BAS: There are too many: my parents, my best friend (whose service with MCC helped give me courage to consider living abroad), and a college professor that I had many lengthy discussions about faith and life with, a good friend that spent a semester in Australia, and really inspired me to think more consciously about service. Then are my siblings, each in their unique ways and Mohammed, the young man that I worked with in Jordan. “Deafblind” is the first word that most people use to describe him. And while his disability has clearly made him different than his peers, my interactions with him show that he is different in many ways. I would call him the most stubborn person I have ever met, and he would probably take that as a compliment. Even with disadvantages, he finds his way in this world because of his endless courage. He is selfless, asking for so little, and needing no reason to share with others. He loves and forgives without reservation. He prays for people that hardly interact with him. He cannot describe the things that he values most, and yet his life shows that he clearly understands what is important better than most of us. But he is also human, with many flaws. In all the complicated human good and frailty of his life, he has taught me much about how to live a life of worship. He inspired me daily, and I will always feel honored to have worked with him.

TWI: How do you keep faith, or how does your faith keep you? How do you know the world — the particular parts of the world God has invited you to see — and still love it?  

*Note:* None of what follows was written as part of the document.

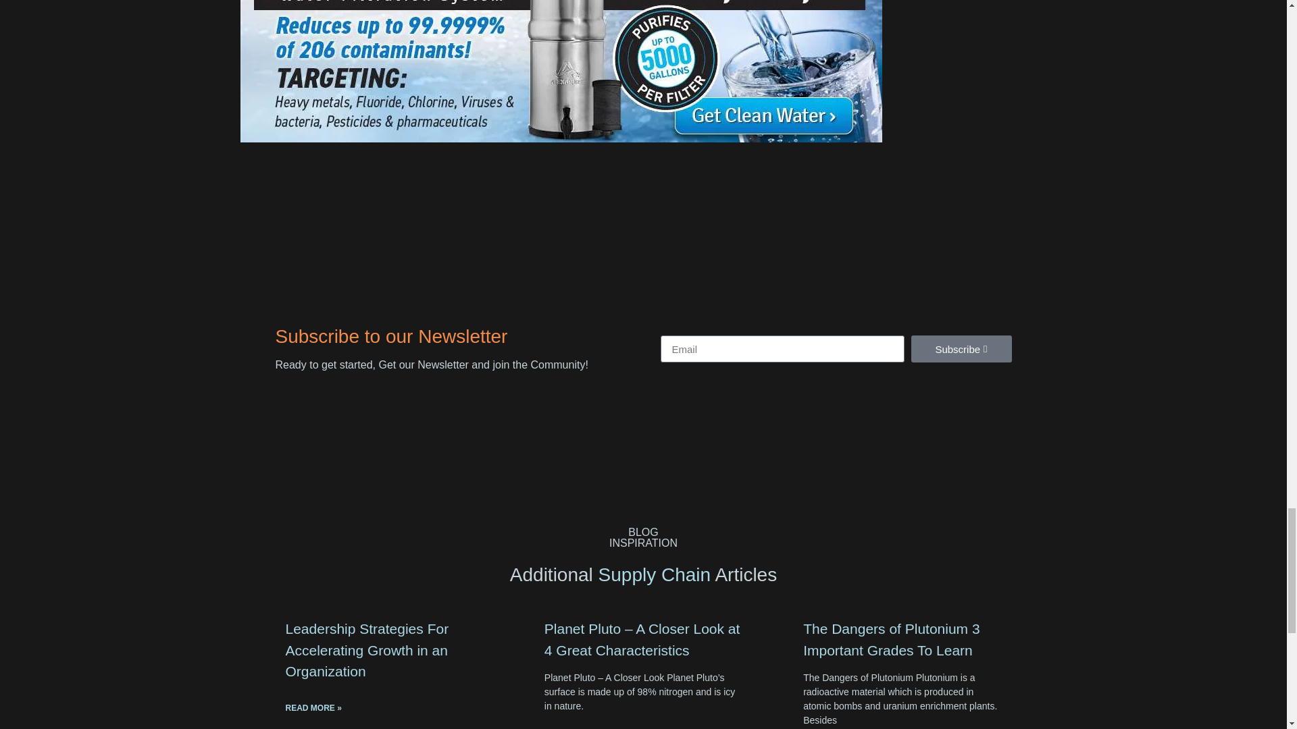  What do you see at coordinates (960, 349) in the screenshot?
I see `Subscribe` at bounding box center [960, 349].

The transition to the US has been difficult, particularly because I am no longer working for a Christian organization. I am no longer living in a community that holds chapel services several nights a week, or even in a culture that so readily gives thanks to God. I have to be more intentional about knowing God’s presence. It was an incredible experience to have lived in a place where God felt so present. I believe it is Marcus Borg that refers to God as “context,” and I very much keep my faith in that way. In serving each child, in studying for each class, in loving those around me, and indeed everything I do, there is a context. And God is that context. The language changes, the job changes, the people, but I always have a rock to cling to. And the challenge, then, is to always put myself in a position where I can bring more people into awareness that God is the context that we all exist in. Whether in Salt, Jordan, or Boston, I want to acknowledge God as my context and honor that with the way I live.